Watching the show, he was aware of the looks from those around him. The fight with Pete Johnson was still remembered, and word would quickly spread that he was back in town. His purpose was to make himself visible and put the grapevine to work. Whatever he’d hoped to learn from George Hoyt, the grilling had proved a washout. He was convinced the lawyer had lied, but he was reluctant to push too hard too fast. He planned to wait a couple of days, allowing the pressure to build, and then try again. In the meantime, he would take another stab at his original scheme. He would let it be known that Lee Hall, the toughnut and drifter, was available. If there actually was a gang, the message would be passed along soon enough. All he could do was dangle the bait and await a nibble.
Omar Stimson, the Gem’s owner, stopped by and bought him a drink. Starbuck played it mysterious about his absence from town. His response to Stimson’s questions was a cryptic smile mixed with vague doubletalk.
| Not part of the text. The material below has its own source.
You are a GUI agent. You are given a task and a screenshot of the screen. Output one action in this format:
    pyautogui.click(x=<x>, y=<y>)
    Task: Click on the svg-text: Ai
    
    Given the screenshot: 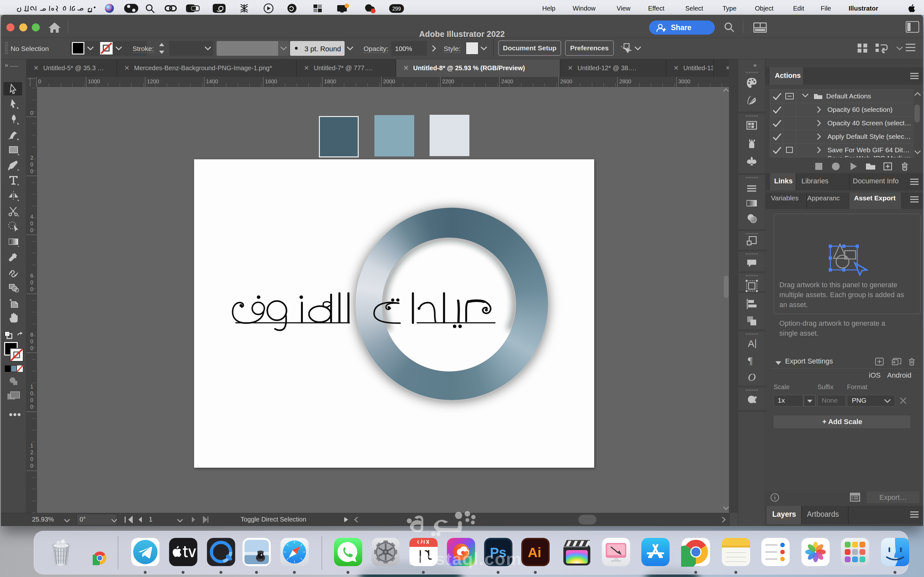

He left the impression he’d been involved in something slightly windward of the law.
While they were chatting, Pete Johnson walked through the door. He spotted Starbuck at the bar and halted in his tracks. Starbuck returned his glowering look with a wooden expression. The staring contest ended when Johnson blinked first. He turned on his heel and marched out the door with a stiff-legged stride. Starbuck chuckled softly.